Waves of settlers brought in by the gold rush populated the lowlands around the San Bernardinos, and began to tap the mountains' rich timber and water resources on a large scale by the late 19th century.
Four major state highways and the California Aqueduct traverse the mountains today; these developments have all had significant impacts on area wildlife and plant communities.
The range divides three major physiographic regions: the highly urbanized Inland Empire to the southwest, the Coachella Valley in the southeast, and the Mojave Desert to the north.
Parts of the San Bernardino Mountains have annual precipitation totals in excess of 40 inches (e.g. Lake Arrowhead and Barton Flats areas), and provide an important water resource for the coastal plain below.
[18] Because of their large, steep rise above the surrounding terrain, the San Bernardinos have been subject to great amounts of erosion that have carved out numerous river gorges.
These included the Tongva, who occupied the Inland Empire area southwest of the mountains; the Cahuilla, who lived in the Coachella Valley and Salton Sea basin; and the Serrano and Chemehuevi peoples, whose territory comprised land north and northeast of the San Bernardinos, adjacent to the Mojave Desert.
[22] Indigenous peoples traveled into the mountains in the summer to hunt deer and rabbits, gather acorns, berries and nuts, and seek refuge from the desert heat.
[24] San Gorgonio Pass, which forms the largest natural break in the Transverse Ranges, also allowed interaction between coastal and desert tribes.
In 1769, the Spanish government began an effort to bring what they called Alta California under their control and introduce Christianity to native peoples through the construction of missions.
[34] In 1820, a 12-mile (19 km)-long irrigation ditch or "zanja" was dug using Native American labor to furnish water from Mill Creek, a major stream flowing out of the San Bernardinos, to the estancia and surrounding croplands.
Wilson's expedition opened the interior of the San Bernardinos to later exploration, and discouraged Native Americans such as the Mohave from staging similar raids over the mountains.
The Mormons bought and subsequently split up Rancho San Bernardino, and greatly improved the area's agricultural production by bringing in thousands of head of livestock and overhauling the local irrigation network.
[39] In order to obtain lumber for their settlements, they also began the first large-scale logging operations in the San Bernardino Mountains, starting in the Mill Creek valley.
By 1854, six lumber mills were in operation in the mountains, some as high as the crest of the range three-quarters of a mile above San Bernardino, accessed by a twisting road through Waterman Canyon.
[43] Belleville even exceeded the population of San Bernardino itself for a short time and narrowly lost to the latter city for election as the county seat.
Although another major gold strike was made in that same year, area deposits petered out by the 1880s, and the mountains were quickly depopulated, with most of the miners settling down in the San Bernardino Valley and the Mojave Desert near present-day Hesperia.
An unintended effect of the lake was to dramatically increase tourism in the San Bernardino Mountains, and its shores were developed with lodges and visitor facilities by the 1920s.
[48] Originally proposed in 1891 by the Arrowhead Reservoir and Power Company – and reportedly inspired by the success of the Big Bear Lake project – Lake Arrowhead was to be one of a series of three reservoirs that would divert water draining off the northwestern San Bernardino Mountains into the San Bernardino Valley, and furnish water to a 260 KW hydroelectric plant.
Most early tourists arrived by stagecoach, though in time the old Mormon logging road through Waterman Canyon was overhauled, allowing for the passage of automobiles.
The Seven Oaks Camp was established on the banks of the Santa Ana River in 1890, and resorts also grew up at Crestline and Running Springs in higher regions of the San Bernardino Mountains.
Conflicts occurred between those who believed that the automobile could provide fast and cheap transportation up the steep grades of the mountains, and those who worried that cars were dangerous and would cause accidents with the stagecoaches then in use.
[57] By 1911, cars had largely replaced horse-drawn carts as the primary mode of transport in the mountains, and new toll roads were constructed through the range to service them.
The largest and most famous road through the San Bernardinos – California State Route 18, more popularly known as the Rim of the World Highway for 107 miles (172 km) as it winds through the mountains – was dedicated on July 18, 1915.
In 1969, the U.S. Army Corps of Engineers deemed the Santa Ana the greatest flood threat in the United States west of the Mississippi River because of its course through heavily developed areas.
[71] Black bears roam the highlands today, but they are not native to the region: they were imported from the Sierra Nevada by the California Department of Fish and Game in the 1930s, in part to attract tourists to the mountains.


The expected answer is every line of the material that contains the word "horizontal".

Start of RECORDS FOR THE TASK

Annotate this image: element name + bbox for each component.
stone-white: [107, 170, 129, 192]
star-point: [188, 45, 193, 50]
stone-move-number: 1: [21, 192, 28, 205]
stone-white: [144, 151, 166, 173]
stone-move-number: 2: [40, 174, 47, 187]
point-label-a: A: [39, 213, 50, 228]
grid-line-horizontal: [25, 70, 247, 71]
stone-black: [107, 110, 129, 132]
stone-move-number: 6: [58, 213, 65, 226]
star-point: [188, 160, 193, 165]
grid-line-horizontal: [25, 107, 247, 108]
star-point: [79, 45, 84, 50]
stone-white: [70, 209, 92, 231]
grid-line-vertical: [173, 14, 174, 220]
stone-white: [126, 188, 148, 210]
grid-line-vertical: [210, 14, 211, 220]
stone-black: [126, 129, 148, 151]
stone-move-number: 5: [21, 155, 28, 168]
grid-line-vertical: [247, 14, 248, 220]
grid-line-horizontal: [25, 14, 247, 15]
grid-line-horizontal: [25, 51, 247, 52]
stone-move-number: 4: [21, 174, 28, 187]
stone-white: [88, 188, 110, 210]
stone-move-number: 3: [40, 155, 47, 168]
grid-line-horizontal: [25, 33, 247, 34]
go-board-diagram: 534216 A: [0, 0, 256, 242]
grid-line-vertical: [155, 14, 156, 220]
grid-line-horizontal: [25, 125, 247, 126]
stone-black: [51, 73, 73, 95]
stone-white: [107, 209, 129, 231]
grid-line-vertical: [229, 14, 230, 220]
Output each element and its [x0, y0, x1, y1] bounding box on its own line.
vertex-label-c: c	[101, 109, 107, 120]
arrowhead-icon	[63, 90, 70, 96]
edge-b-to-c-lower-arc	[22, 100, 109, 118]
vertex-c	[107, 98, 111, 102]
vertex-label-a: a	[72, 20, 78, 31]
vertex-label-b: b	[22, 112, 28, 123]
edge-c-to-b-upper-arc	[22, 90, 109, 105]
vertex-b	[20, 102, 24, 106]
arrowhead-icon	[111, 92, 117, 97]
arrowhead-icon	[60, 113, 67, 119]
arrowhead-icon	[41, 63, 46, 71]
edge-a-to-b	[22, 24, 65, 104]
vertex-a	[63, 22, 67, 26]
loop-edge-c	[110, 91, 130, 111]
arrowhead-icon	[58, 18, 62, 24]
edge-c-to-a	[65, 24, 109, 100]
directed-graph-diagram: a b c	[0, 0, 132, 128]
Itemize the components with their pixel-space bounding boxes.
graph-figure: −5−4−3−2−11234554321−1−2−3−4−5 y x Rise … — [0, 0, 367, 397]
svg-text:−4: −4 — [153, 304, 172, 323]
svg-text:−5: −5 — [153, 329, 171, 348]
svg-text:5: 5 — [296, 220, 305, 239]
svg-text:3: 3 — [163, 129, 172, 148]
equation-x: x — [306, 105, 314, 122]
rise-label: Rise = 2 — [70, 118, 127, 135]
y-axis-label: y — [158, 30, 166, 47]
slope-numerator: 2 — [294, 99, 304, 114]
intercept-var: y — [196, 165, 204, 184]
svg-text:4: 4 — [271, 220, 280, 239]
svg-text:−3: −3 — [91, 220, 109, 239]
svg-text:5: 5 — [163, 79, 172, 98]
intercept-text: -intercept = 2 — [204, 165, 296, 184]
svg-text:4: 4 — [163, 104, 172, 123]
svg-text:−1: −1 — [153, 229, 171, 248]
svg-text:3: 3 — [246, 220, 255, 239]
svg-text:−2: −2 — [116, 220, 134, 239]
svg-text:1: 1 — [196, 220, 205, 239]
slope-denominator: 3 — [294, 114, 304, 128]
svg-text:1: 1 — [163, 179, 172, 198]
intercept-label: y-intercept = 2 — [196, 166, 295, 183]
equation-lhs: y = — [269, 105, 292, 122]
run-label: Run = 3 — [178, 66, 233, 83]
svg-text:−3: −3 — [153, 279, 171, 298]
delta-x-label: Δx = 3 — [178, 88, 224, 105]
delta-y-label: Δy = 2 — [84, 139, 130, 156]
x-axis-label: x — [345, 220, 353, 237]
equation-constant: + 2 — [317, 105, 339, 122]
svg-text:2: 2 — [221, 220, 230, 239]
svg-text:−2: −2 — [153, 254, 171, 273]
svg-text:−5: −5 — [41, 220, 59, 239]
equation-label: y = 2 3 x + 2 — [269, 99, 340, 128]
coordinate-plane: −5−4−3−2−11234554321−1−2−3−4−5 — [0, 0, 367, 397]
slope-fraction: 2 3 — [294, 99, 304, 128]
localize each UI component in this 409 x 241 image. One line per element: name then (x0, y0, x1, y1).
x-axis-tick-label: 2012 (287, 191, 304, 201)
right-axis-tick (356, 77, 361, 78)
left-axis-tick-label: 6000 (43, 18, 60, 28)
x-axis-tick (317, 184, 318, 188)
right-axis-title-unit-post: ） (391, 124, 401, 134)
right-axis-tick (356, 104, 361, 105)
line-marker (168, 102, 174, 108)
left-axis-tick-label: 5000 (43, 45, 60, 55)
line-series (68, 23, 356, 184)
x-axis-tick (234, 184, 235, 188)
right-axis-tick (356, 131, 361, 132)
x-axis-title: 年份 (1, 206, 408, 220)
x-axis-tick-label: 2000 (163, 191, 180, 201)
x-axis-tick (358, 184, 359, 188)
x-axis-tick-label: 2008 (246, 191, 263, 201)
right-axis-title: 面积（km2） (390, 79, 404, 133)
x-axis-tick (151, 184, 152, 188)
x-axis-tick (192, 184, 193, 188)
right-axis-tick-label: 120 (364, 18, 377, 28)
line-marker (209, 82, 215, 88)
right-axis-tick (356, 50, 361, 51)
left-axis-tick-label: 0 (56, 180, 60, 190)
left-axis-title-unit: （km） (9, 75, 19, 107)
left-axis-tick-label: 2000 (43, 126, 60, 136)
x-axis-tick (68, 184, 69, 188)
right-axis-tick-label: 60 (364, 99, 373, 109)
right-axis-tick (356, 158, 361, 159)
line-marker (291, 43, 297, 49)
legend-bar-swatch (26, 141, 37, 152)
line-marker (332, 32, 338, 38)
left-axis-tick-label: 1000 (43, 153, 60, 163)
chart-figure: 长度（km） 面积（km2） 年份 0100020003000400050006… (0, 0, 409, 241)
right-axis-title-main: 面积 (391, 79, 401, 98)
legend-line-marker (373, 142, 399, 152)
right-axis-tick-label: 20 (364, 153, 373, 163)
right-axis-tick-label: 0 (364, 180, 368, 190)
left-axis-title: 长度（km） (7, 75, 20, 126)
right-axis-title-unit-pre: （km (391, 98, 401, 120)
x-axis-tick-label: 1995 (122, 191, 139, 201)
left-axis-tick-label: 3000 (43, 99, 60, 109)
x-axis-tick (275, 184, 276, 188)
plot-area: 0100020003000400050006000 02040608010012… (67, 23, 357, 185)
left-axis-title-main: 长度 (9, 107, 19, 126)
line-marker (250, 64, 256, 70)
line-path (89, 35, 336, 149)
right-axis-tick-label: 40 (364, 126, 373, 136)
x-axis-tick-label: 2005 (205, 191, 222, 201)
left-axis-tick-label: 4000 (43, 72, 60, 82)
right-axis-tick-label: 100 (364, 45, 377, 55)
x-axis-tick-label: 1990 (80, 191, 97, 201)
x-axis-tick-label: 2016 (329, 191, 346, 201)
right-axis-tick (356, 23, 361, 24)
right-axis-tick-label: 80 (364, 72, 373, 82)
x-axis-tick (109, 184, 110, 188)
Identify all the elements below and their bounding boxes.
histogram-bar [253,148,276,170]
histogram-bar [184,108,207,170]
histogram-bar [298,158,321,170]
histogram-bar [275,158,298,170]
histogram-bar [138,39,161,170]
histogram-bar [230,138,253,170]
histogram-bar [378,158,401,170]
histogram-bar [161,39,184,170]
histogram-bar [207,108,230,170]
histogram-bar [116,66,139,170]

End of RECORDS FOR THE TASK

- _YOUR RESPONSE_:
grid-line-horizontal: [25, 70, 247, 71]
grid-line-horizontal: [25, 107, 247, 108]
grid-line-horizontal: [25, 14, 247, 15]
grid-line-horizontal: [25, 51, 247, 52]
grid-line-horizontal: [25, 33, 247, 34]
grid-line-horizontal: [25, 125, 247, 126]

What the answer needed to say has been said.